High Court Will Again Decide If Petition Blends Too Many Topics
Drivers and organized labor leaders will once again ask the state’s highest court to spike a well-funded, industry-led campaign looking to reshape the relationship between companies like Uber and Lyft and their app-based workforce.
For the second straight election cycle, opponents filed a complaint alleging the series of proposed ballot questions sought by the companies are unconstitutional. They contend the proposal to define drivers as independent contractors and create some new benefits mixes too many discrete topics.
The state Constitution requires initiative petitions to focus only on related or mutually dependent issues, and the plaintiffs — which include individual app-based drivers as well as public figures such as Mass. Building Trades Union President Frank Callahan — contend that the five versions of the question reach across too many parts of state law.
“The Petitions represent precisely what the framers of [the Constitution’s article 48] feared: an effort by deep-pocketed special interests to circumvent the usual legislative process and convince voters to adopt a lengthy industry wish-list of policies, relying on multiple versions, densely worded legalese and illusory promises to confuse voters and gain success at the ballot box,” they wrote in their complaint. “The framers of art. 48 sought to protect against such an effort by adopting the relatedness requirement.”
Two years ago, the Supreme Judicial Court blocked an earlier version of the independent contractor measure from appearing before voters, ruling that a section of that version improperly combined changes to the relationship between companies and drivers with provisions governing the companies’ liability when someone is injured by one of their workers.
Plaintiffs also alleged in their new complaint that Attorney General Andrea Campbell’s office fell short of its responsibility to produce accurate summaries of each initiative petition, arguing that the documents fail to help voters distinguish between the five versions of the ballot question that remain in play.
Adding to an already-complicated landscape, Uber and Lyft this spring are scheduled to go to trial in a years-long lawsuit that former Attorney General Maura Healey filed claiming their existing business practices violate state labor laws. Other organized labor groups including 32BJ SEIU and the International Association of Machinists are pursuing their own ballot question that would give drivers on those platforms the ability to unionize.
The plaintiffs in the SJC complaint took aim at the substance of the industry-backed questions, too, writing that “the purported ‘benefits’ proposed by the Network Companies would not provide the same robust protections and guarantees as existing law.”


Where a line below contains "Mitglieder", count it. Reply with the total only.

▶ RECORDS FOR THE TASK:

* * *

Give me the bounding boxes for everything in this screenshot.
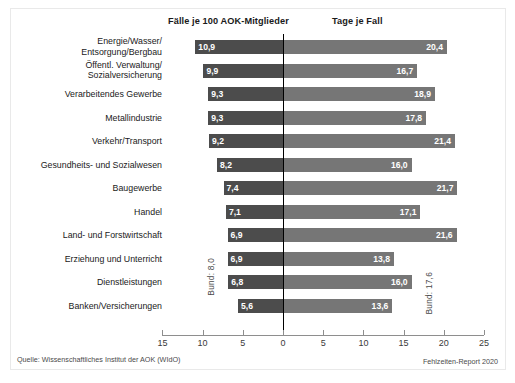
- bar-left: 7,4: [224, 181, 283, 195]
- axis-tick: [203, 330, 204, 335]
- zero-axis-line: [283, 34, 284, 335]
- bar-left: 6,8: [228, 275, 283, 289]
- bar-right: 16,0: [283, 158, 412, 172]
- bar-left: 9,3: [208, 87, 283, 101]
- bar-value-left: 10,9: [198, 40, 215, 54]
- axis-tick-label: 10: [358, 338, 368, 348]
- bar-value-right: 16,7: [397, 64, 414, 78]
- bar-left: 5,6: [238, 299, 283, 313]
- bar-right: 16,0: [283, 275, 412, 289]
- axis-tick: [323, 330, 324, 335]
- chart-figure: Fälle je 100 AOK-Mitglieder Tage je Fall…: [0, 0, 515, 383]
- bar-left: 6,9: [228, 252, 283, 266]
- bar-right: 20,4: [283, 40, 447, 54]
- axis-tick-label: 15: [157, 338, 167, 348]
- bar-row: Dienstleistungen6,816,0: [0, 275, 515, 289]
- axis-tick: [484, 330, 485, 335]
- bar-value-left: 9,2: [212, 134, 224, 148]
- plot-area: Energie/Wasser/ Entsorgung/Bergbau10,920…: [0, 32, 515, 332]
- axis-tick: [444, 330, 445, 335]
- bar-right: 16,7: [283, 64, 417, 78]
- bar-left: 10,9: [195, 40, 283, 54]
- x-axis-line: [162, 335, 484, 336]
- axis-tick: [283, 330, 284, 335]
- bar-value-right: 13,8: [373, 252, 390, 266]
- bar-row: Verkehr/Transport9,221,4: [0, 134, 515, 148]
- bar-value-left: 9,9: [206, 64, 218, 78]
- axis-tick-label: 0: [280, 338, 285, 348]
- axis-tick: [162, 330, 163, 335]
- source-note: Quelle: Wissenschaftliches Institut der …: [17, 355, 180, 364]
- bar-value-right: 20,4: [426, 40, 443, 54]
- category-label: Öffentl. Verwaltung/ Sozialversicherung: [0, 60, 162, 81]
- bar-value-right: 21,7: [437, 181, 454, 195]
- category-label: Energie/Wasser/ Entsorgung/Bergbau: [0, 36, 162, 57]
- bar-value-right: 21,4: [434, 134, 451, 148]
- bar-value-left: 9,3: [211, 87, 223, 101]
- category-label: Land- und Forstwirtschaft: [0, 230, 162, 241]
- bar-value-right: 16,0: [391, 158, 408, 172]
- axis-tick: [404, 330, 405, 335]
- bar-right: 17,8: [283, 111, 426, 125]
- bar-row: Gesundheits- und Sozialwesen8,216,0: [0, 158, 515, 172]
- bar-right: 21,7: [283, 181, 457, 195]
- bar-value-left: 8,2: [220, 158, 232, 172]
- bar-value-right: 17,1: [400, 205, 417, 219]
- axis-tick-label: 15: [399, 338, 409, 348]
- report-note: Fehlzeiten-Report 2020: [423, 357, 498, 366]
- bar-right: 13,6: [283, 299, 392, 313]
- axis-tick-label: 25: [479, 338, 489, 348]
- axis-tick-label: 5: [321, 338, 326, 348]
- bar-value-left: 7,4: [227, 181, 239, 195]
- bar-value-left: 5,6: [241, 299, 253, 313]
- bar-value-left: 6,9: [231, 252, 243, 266]
- bar-left: 9,2: [209, 134, 283, 148]
- bar-value-left: 7,1: [229, 205, 241, 219]
- bar-right: 17,1: [283, 205, 420, 219]
- bar-row: Banken/Versicherungen5,613,6: [0, 299, 515, 313]
- axis-tick: [243, 330, 244, 335]
- bar-row: Baugewerbe7,421,7: [0, 181, 515, 195]
- bar-value-right: 17,8: [405, 111, 422, 125]
- category-label: Handel: [0, 207, 162, 218]
- bar-value-left: 9,3: [211, 111, 223, 125]
- column-header-right: Tage je Fall: [332, 16, 383, 26]
- bar-right: 21,6: [283, 228, 457, 242]
- bar-row: Verarbeitendes Gewerbe9,318,9: [0, 87, 515, 101]
- bar-right: 21,4: [283, 134, 455, 148]
- bar-value-right: 16,0: [391, 275, 408, 289]
- bar-row: Energie/Wasser/ Entsorgung/Bergbau10,920…: [0, 40, 515, 54]
- bund-annotation-right: Bund: 17,6: [424, 272, 434, 315]
- bar-left: 9,9: [203, 64, 283, 78]
- category-label: Erziehung und Unterricht: [0, 254, 162, 265]
- bar-row: Handel7,117,1: [0, 205, 515, 219]
- bar-left: 7,1: [226, 205, 283, 219]
- column-header-left: Fälle je 100 AOK-Mitglieder: [168, 16, 289, 26]
- category-label: Dienstleistungen: [0, 277, 162, 288]
- bar-row: Erziehung und Unterricht6,913,8: [0, 252, 515, 266]
- category-label: Gesundheits- und Sozialwesen: [0, 160, 162, 171]
- axis-tick-label: 20: [439, 338, 449, 348]
- category-label: Verkehr/Transport: [0, 136, 162, 147]
- bar-left: 8,2: [217, 158, 283, 172]
- category-label: Banken/Versicherungen: [0, 301, 162, 312]
- axis-tick: [363, 330, 364, 335]
- bar-value-right: 13,6: [372, 299, 389, 313]
- category-label: Baugewerbe: [0, 183, 162, 194]
- category-label: Metallindustrie: [0, 113, 162, 124]
- bar-row: Land- und Forstwirtschaft6,921,6: [0, 228, 515, 242]
- bar-right: 18,9: [283, 87, 435, 101]
- bar-left: 6,9: [228, 228, 283, 242]
- bar-row: Metallindustrie9,317,8: [0, 111, 515, 125]
- bar-value-right: 18,9: [414, 87, 431, 101]
- bund-annotation-left: Bund: 8,0: [206, 258, 216, 296]
- bar-value-left: 6,8: [231, 275, 243, 289]
- bar-value-left: 6,9: [231, 228, 243, 242]
- axis-tick-label: 10: [198, 338, 208, 348]
- axis-tick-label: 5: [240, 338, 245, 348]
- bar-row: Öffentl. Verwaltung/ Sozialversicherung9…: [0, 64, 515, 78]
- bar-value-right: 21,6: [436, 228, 453, 242]
- category-label: Verarbeitendes Gewerbe: [0, 89, 162, 100]
- bar-left: 9,3: [208, 111, 283, 125]
- bar-right: 13,8: [283, 252, 394, 266]
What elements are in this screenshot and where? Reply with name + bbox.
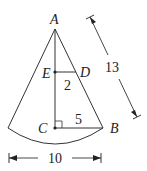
slant-dim-tick-bottom <box>133 115 141 119</box>
label-b: B <box>110 121 119 136</box>
cone-diagram: A E D C B 2 5 13 10 <box>0 0 147 171</box>
arrow-left-icon <box>9 155 17 161</box>
slant-dim-tick-top <box>86 15 94 19</box>
label-d: D <box>79 65 90 80</box>
label-small-radius: 2 <box>64 78 71 93</box>
arrow-down-icon <box>131 110 137 117</box>
arrow-right-icon <box>93 155 101 161</box>
label-diameter: 10 <box>48 151 62 166</box>
cone-base-arc <box>8 128 103 144</box>
arrow-up-icon <box>90 17 96 24</box>
label-radius: 5 <box>75 112 82 127</box>
point-c-dot <box>53 126 56 129</box>
label-a: A <box>49 12 59 27</box>
label-e: E <box>41 66 51 81</box>
point-e-dot <box>53 70 56 73</box>
label-slant-height: 13 <box>105 60 119 75</box>
label-c: C <box>38 121 48 136</box>
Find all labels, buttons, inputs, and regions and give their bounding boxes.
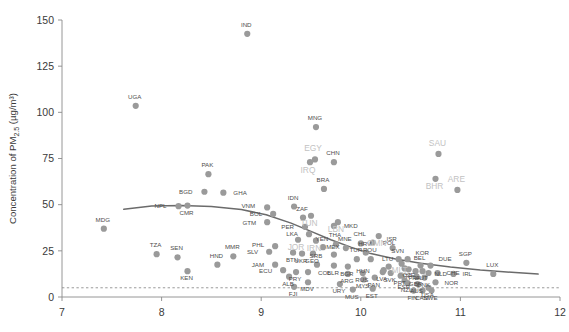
data-point-pak[interactable]	[205, 171, 211, 177]
data-point-lux[interactable]	[490, 271, 496, 277]
x-tick-label: 11	[455, 306, 466, 318]
point-label-uga: UGA	[128, 93, 142, 100]
trendline-group	[124, 205, 538, 274]
data-point-mng[interactable]	[313, 124, 319, 130]
point-label-bgd: BGD	[179, 188, 193, 195]
point-label-cmr: CMR	[179, 209, 194, 216]
data-point-bol[interactable]	[270, 211, 276, 217]
chart-canvas: 0255075100125150789101112 MDGUGATZANPLCM…	[0, 0, 569, 332]
point-label-vnm: VNM	[241, 202, 255, 209]
data-point-vnm[interactable]	[264, 204, 270, 210]
point-label-slv: SLV	[247, 248, 259, 255]
point-label-blr: BLR	[327, 269, 340, 276]
data-point-bel[interactable]	[417, 263, 423, 269]
point-label-egy: EGY	[304, 143, 322, 153]
point-label-tun: TUN	[300, 218, 317, 228]
point-label-ken: KEN	[180, 274, 193, 281]
y-tick-label: 150	[36, 14, 54, 26]
point-label-due: DUE	[439, 255, 452, 262]
data-point-sau[interactable]	[435, 151, 441, 157]
data-point-ind[interactable]	[244, 31, 250, 37]
y-tick-label: 50	[42, 198, 54, 210]
data-point-phl[interactable]	[272, 243, 278, 249]
data-point-chn[interactable]	[331, 159, 337, 165]
data-point-mex[interactable]	[331, 251, 337, 257]
data-point-uga[interactable]	[133, 103, 139, 109]
data-point-rou[interactable]	[368, 256, 374, 262]
point-label-mus: MUS	[345, 293, 359, 300]
data-point-hnd[interactable]	[214, 262, 220, 268]
point-label-irl: IRL	[462, 270, 472, 277]
data-point-gtm[interactable]	[264, 219, 270, 225]
point-label-lux: LUX	[486, 261, 498, 268]
point-label-isr: ISR	[387, 235, 398, 242]
point-label-sau: SAU	[429, 138, 446, 148]
point-label-ind: IND	[241, 21, 252, 28]
y-tick-label: 25	[42, 245, 54, 257]
data-point-hun[interactable]	[381, 267, 387, 273]
point-label-bel: BEL	[414, 254, 426, 261]
data-point-nor[interactable]	[432, 279, 438, 285]
point-label-tza: TZA	[150, 241, 163, 248]
data-point-tur[interactable]	[354, 256, 360, 262]
data-point-mmr[interactable]	[230, 253, 236, 259]
y-tick-label: 100	[36, 106, 54, 118]
x-tick-label: 9	[258, 306, 264, 318]
data-point-mne[interactable]	[343, 245, 349, 251]
data-point-lka[interactable]	[306, 231, 312, 237]
data-point-ecu[interactable]	[280, 267, 286, 273]
svg-text:Concentration of PM2.5 (µg/m³): Concentration of PM2.5 (µg/m³)	[7, 93, 20, 224]
y-tick-label: 0	[48, 291, 54, 303]
point-label-lka: LKA	[286, 230, 299, 237]
point-label-tur: TUR	[349, 246, 362, 253]
point-label-gha: GHA	[233, 189, 247, 196]
point-label-mdg: MDG	[96, 216, 111, 223]
y-tick-label: 125	[36, 60, 54, 72]
data-point-mdg[interactable]	[101, 226, 107, 232]
point-label-irq: IRQ	[301, 165, 316, 175]
data-point-slv[interactable]	[266, 249, 272, 255]
point-label-irn: IRN	[307, 243, 321, 253]
point-label-bol: BOL	[250, 210, 263, 217]
y-axis-title-text: Concentration of PM2.5 (µg/m³)	[7, 93, 20, 224]
point-label-sen: SEN	[170, 244, 183, 251]
point-label-mng: MNG	[308, 114, 323, 121]
point-label-hun: HUN	[356, 267, 369, 274]
data-point-kor[interactable]	[405, 256, 411, 262]
data-point-are[interactable]	[454, 187, 460, 193]
point-label-arg: ARG	[340, 277, 354, 284]
point-label-alb: ALB	[282, 280, 294, 287]
point-label-mex: MEX	[326, 243, 339, 250]
point-label-bhr: BHR	[426, 181, 444, 191]
point-label-mmr: MMR	[225, 243, 240, 250]
point-label-swe: SWE	[423, 294, 437, 301]
data-point-bgd[interactable]	[201, 189, 207, 195]
y-axis-title: Concentration of PM2.5 (µg/m³)	[7, 93, 20, 224]
data-point-jam[interactable]	[272, 262, 278, 268]
data-point-sgp[interactable]	[463, 260, 469, 266]
data-point-sen[interactable]	[174, 254, 180, 260]
point-label-che: CHE	[446, 269, 459, 276]
point-label-are: ARE	[448, 174, 466, 184]
point-label-mkd: MKD	[344, 222, 358, 229]
point-label-zaf: ZAF	[296, 205, 308, 212]
trend-curve	[124, 205, 538, 274]
x-tick-label: 10	[355, 306, 367, 318]
data-point-due[interactable]	[427, 263, 433, 269]
point-label-jor: JOR	[288, 242, 305, 252]
point-label-npl: NPL	[154, 202, 167, 209]
point-label-ury: URY	[332, 287, 345, 294]
point-label-svn: SVN	[391, 247, 404, 254]
point-label-gtm: GTM	[242, 219, 256, 226]
x-tick-label: 12	[554, 306, 566, 318]
point-label-mdv: MDV	[300, 285, 315, 292]
point-label-per: PER	[281, 223, 294, 230]
point-label-pak: PAK	[201, 161, 214, 168]
data-point-col[interactable]	[305, 269, 311, 275]
data-point-tza[interactable]	[154, 251, 160, 257]
data-point-bra[interactable]	[321, 186, 327, 192]
point-label-bra: BRA	[317, 176, 331, 183]
point-label-chl: CHL	[354, 230, 367, 237]
point-label-hnd: HND	[210, 252, 224, 259]
data-point-gha[interactable]	[220, 190, 226, 196]
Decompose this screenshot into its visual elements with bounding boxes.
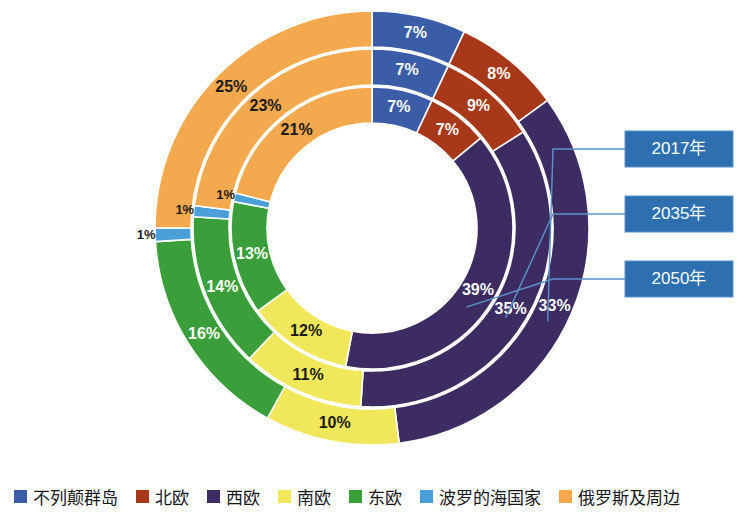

* * *

▶ COMPLETED EXERCISE:
2